Representative Galfetti stated that she believes the “greatest hurdle to service is time commitment. The length of the session prevents citizens both young and middle aged from being able to serve.”
A representative from Barre City stated that “S.39 grants those who cannot now access these halls of power a voice that allows some the capacity to serve when otherwise they could not afford to do so.”
Representative Mihaly noted that when the and former member from his district, Janet Ancel, retired they canvassed “to no avail” and salary and health insurance was as important an obstacle to serving.
Representative Morgan stated that he found it “unconscionable we cannot take up for consideration the bill that would give tax relief for my retired sisters and brothers in uniform that I had to send into harm’s way. I will be voting no.”

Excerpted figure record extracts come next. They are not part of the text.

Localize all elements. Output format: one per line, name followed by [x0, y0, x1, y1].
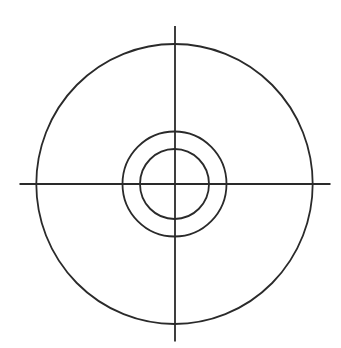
target-diagram: [0, 0, 341, 348]
diagram-canvas: [0, 0, 341, 348]
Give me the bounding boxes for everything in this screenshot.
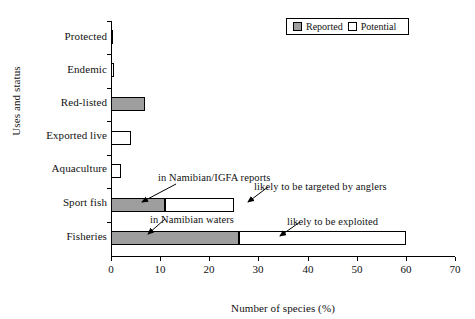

NOTE: The price tag associated with exempting military retirement benefits is similar to the cost of the legislative compensation expansion being contemplated here. This seems to be what he is referring to and similar to a statement made by Representative Hango in committee discussion.
Representative Higley read the Common Benefits Clause from the Vermont Constitution.
Article 7
That government is, or ought to be, instituted for the common benefit, protection, and security of the people, nation, or community, and not for the particular emolument or advantage of any single person, family, or set of persons, who are a part only of that community; and that the community hath an indubitable, unalienable, and indefeasible right, to reform or alter government, in such manner as shall be, by that community, judged most conducive to the public weal.
“We are voting benefits to ourselves that many Vermonters will not have,” he stated. He argued that without a study in advance, it is “certainly irresponsible” to pursue this.
A number of other representatives spoke both for and against the increase. Many claiming that it was patriotic to make the legislature more accessible through compensation increases and a repeated argument that they were voting for the benefit of future members.
NOTE: This last argument is a bit disingenuous as the legislature just ushered in their largest freshman class ever and Vermont tends to see a very high retention rate for legislators. It is likely that 97%[1] of them will be serving in the next biennium (and likely for many years to come) and will benefit from these compensation increases.
The vote was 102-44-2 in favor, enough to sustain a veto.